Can affiliationism explain how terms come to be slurs without appealing to a mechanism
like contempt crystallization? Nunberg would likely claim that expressions come to be slurs
simply because they are terms of choice by racists and other bigots. That is, he’d offer his
buck-stopper motto: “Racists don’t use slurs because they’re derogative; slurs are derogative
because they’re the words that racists use.” A fuller assessment of this fundamental feature of
Nunberg’s account must be reserved for another occasion.
14 Affiliationism merits extensive discussion I lack the space to address here. I offer a fuller discussion of this
sophisticated theory in Jeshion (2016c).
15 Affiliationism also depends crucially on the social dominance of politeness, so that the slur is, in every context, the
marked expression.
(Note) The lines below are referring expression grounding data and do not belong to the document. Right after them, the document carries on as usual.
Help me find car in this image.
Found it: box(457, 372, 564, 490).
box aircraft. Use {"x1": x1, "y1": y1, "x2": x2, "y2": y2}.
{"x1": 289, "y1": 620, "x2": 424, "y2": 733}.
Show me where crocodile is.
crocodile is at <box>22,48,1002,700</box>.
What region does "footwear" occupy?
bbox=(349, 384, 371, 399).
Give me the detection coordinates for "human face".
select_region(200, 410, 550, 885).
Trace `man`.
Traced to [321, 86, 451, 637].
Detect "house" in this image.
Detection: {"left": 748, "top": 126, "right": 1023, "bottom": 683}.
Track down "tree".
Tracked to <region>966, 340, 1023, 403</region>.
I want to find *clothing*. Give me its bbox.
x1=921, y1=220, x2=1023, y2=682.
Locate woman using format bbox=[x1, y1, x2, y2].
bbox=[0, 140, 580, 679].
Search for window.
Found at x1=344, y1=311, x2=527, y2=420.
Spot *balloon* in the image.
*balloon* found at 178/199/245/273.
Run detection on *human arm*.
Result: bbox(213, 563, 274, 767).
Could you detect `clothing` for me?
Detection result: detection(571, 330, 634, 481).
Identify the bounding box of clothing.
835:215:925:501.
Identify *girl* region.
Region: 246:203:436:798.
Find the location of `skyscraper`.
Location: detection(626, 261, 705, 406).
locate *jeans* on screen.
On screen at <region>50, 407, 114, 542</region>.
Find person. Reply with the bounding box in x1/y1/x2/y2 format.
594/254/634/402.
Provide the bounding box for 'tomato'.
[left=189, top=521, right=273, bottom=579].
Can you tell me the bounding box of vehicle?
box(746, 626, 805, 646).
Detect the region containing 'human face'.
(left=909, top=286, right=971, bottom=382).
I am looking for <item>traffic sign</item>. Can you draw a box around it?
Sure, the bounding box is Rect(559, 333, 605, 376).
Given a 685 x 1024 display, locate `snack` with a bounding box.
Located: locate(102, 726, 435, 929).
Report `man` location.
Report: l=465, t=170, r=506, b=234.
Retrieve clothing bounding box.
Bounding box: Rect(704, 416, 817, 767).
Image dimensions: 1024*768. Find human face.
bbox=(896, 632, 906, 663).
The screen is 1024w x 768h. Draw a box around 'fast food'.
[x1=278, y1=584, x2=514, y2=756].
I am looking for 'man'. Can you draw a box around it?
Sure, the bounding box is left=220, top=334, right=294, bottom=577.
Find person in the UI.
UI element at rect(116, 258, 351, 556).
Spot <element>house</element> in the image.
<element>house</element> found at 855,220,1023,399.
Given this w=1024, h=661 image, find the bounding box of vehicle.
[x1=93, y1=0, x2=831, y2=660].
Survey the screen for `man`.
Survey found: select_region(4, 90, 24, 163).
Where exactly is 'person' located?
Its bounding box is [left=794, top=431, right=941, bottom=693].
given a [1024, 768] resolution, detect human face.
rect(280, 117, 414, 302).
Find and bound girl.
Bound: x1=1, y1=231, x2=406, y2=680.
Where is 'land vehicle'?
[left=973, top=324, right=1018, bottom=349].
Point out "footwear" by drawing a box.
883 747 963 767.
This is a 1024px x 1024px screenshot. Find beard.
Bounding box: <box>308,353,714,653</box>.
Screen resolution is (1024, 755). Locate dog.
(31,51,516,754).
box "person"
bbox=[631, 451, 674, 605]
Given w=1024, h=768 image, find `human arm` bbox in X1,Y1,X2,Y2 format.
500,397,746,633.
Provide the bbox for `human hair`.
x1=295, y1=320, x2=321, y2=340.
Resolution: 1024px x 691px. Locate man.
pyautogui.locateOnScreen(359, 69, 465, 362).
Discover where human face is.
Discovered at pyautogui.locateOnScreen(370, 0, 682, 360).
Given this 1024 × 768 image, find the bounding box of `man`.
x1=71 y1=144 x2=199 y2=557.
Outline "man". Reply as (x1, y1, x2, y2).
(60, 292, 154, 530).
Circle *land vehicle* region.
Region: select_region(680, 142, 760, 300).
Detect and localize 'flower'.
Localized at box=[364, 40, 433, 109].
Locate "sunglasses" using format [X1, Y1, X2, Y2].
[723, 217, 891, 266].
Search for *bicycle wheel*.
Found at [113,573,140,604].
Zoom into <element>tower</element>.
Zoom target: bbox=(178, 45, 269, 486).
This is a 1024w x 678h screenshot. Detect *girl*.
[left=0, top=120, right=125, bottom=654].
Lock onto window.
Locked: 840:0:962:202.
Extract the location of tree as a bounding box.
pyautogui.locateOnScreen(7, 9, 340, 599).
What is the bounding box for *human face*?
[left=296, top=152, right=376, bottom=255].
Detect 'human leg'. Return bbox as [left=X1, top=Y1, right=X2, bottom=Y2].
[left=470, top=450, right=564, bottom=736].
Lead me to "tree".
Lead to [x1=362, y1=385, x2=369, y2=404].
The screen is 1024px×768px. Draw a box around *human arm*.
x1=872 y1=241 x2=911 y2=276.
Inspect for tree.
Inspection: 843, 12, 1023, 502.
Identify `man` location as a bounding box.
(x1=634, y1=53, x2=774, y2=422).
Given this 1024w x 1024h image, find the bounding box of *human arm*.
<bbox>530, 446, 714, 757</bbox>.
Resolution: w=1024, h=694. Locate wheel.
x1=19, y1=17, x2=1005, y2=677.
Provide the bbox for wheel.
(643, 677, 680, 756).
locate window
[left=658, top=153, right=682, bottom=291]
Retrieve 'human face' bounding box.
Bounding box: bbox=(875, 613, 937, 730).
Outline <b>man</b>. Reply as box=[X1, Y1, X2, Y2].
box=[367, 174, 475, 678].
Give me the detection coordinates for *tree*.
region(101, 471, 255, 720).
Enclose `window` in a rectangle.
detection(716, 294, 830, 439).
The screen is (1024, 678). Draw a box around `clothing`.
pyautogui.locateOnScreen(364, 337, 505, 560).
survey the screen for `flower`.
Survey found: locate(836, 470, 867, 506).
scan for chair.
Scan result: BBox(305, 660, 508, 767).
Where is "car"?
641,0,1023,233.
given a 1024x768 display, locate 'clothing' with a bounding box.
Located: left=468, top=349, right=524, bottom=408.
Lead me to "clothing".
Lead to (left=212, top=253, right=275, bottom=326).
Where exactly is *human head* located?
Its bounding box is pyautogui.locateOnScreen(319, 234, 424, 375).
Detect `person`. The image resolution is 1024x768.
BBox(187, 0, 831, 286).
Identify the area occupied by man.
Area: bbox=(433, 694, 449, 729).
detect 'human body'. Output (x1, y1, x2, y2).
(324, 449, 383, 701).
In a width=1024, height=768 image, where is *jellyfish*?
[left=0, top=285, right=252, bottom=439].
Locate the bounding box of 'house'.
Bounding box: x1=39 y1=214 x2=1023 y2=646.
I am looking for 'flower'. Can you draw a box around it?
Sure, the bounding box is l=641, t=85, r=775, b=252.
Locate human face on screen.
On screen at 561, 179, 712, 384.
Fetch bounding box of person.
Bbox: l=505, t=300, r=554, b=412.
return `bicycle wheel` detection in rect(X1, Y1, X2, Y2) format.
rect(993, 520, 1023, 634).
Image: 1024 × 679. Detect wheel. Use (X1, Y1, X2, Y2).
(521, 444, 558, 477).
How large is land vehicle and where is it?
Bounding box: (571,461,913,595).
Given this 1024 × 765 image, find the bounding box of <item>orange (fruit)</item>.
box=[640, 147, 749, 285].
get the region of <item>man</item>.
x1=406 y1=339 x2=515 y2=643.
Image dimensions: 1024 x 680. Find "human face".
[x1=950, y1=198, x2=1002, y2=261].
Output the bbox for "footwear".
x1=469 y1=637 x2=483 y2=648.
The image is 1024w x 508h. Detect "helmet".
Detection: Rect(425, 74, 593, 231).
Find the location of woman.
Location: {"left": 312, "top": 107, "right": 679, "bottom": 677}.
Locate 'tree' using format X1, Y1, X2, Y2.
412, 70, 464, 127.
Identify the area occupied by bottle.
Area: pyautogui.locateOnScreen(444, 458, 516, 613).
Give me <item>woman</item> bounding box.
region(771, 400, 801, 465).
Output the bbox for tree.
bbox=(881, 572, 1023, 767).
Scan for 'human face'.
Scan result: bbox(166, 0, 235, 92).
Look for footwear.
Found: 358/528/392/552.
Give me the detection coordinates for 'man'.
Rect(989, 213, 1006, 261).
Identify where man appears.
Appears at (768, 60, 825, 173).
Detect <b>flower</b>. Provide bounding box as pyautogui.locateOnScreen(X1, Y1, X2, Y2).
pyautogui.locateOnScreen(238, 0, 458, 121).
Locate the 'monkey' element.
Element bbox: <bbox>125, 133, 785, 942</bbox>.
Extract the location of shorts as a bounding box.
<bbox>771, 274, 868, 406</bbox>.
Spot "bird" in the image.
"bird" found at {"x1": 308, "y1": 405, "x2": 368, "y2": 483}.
I challenge it in Jeshion (2016c).
138
SLUR CREATION, BIGOTRY FORMATION: THE POWER OF EXPRESSIVISM
REFERENCES
Anderson, L., and Lepore, E. (2013), “Slurring Words”, Nous, 47, pp. 25-48;
Banse, R., and Scherer, K. (1996), “Acoustic Profiles in Vocal Emotion Expression”, Journal of
Personality and Social Psychology, Vol. 70, No. 3, pp. 614-636;
Bolinger, R. (2015), “The Pragmatics of Slurs”, Nous, Vol. 49, No. 1, pp. 1-24;
Camp, E. (2013), “Slurring Perspectives”, Analytic Philosophy, 54, pp. 330-349;
Camp, E. (2016), “A Dual Act Analysis of Slurs”, forthcoming In Sosa, D. (ed.), Bad Words, Oxford
University Press, Oxford;
Copp, D. (2001), “Realist Expressivism: A Neglected Option for Moral Realism”, Social Philosophy
and Policy, 18, pp. 1-43;
Ekman, P., and Heider, K. G. (1988), “The Universality of Contempt Expression; A Replication”,
Motivation and Emotion, 12, pp. 303-308;
Hatfield, E., Caciopp, J., and Rapson, R. (1993), “Emotional Contagion”, Current Directions in
Psychological Sciences, 2, pp. 96-99;
Hatfield, E., Caciopp, J., and Rapson, R. (1994), Emotional Contagion, Cambridge University Press,
New York;
Hom, C. (2008), “The Semantics of Racial Epithets”, Journal of Philosophy, Vol. 105, No. 8, pp.
416-440;
Hom, C., and May, R. (2016), “Pejoratives as Fiction”, forthcoming In Sosa, D. (ed.), Bad Words,
Oxford University Press, Oxford;
Jeshion, R. (2013), “Expressivism and the Offensiveness of Slurs”, Philosophical Perspectives, 27,
pp. 231-259;
Jeshion, R. (2016a), “Slurs, Dehumanization, and the Expression of Contempt”, forthcoming In
Sosa, D. (ed.), Bad Words, Oxford University Press, Oxford;
Jeshion, R. (2016b), “The Truth about Slurs”, manuscript;
Jeshion, R. (2016c), “The Social Dimension of Slurs”, manuscript;
Matsumoto, D., and Ekman, P. (2004), “The Relationship Among Expressions, Labels, and
Descriptions of Contempt”, Journal of Personality and Social Psychology, Vol. 87, No. 4, pp. 529-540;
Nunberg, G. (2017), “The Social Life of Slurs”, forthcoming In Fogal, D., Harris, D., and Moss, M.
(eds.), New Work on Speech Acts, Oxford University Press, Oxford;
Potts, C. (2005), The Logic of Conventional Implicatures, Oxford University Press, Oxford;
Richard, M. (2008), When Truth Gives Out, Oxford University Press, Oxford;
Saka, P. (2007), How to Think About Meaning, Springer, Berlin;
Tirrell, L. (2012), “Genocidal Language Games”, In Maitra, I., and McGowan, M. K. (eds.), Speech
and Harm: Controversies Over Free Speech, Oxford University Press, Oxford, pp. 174-221.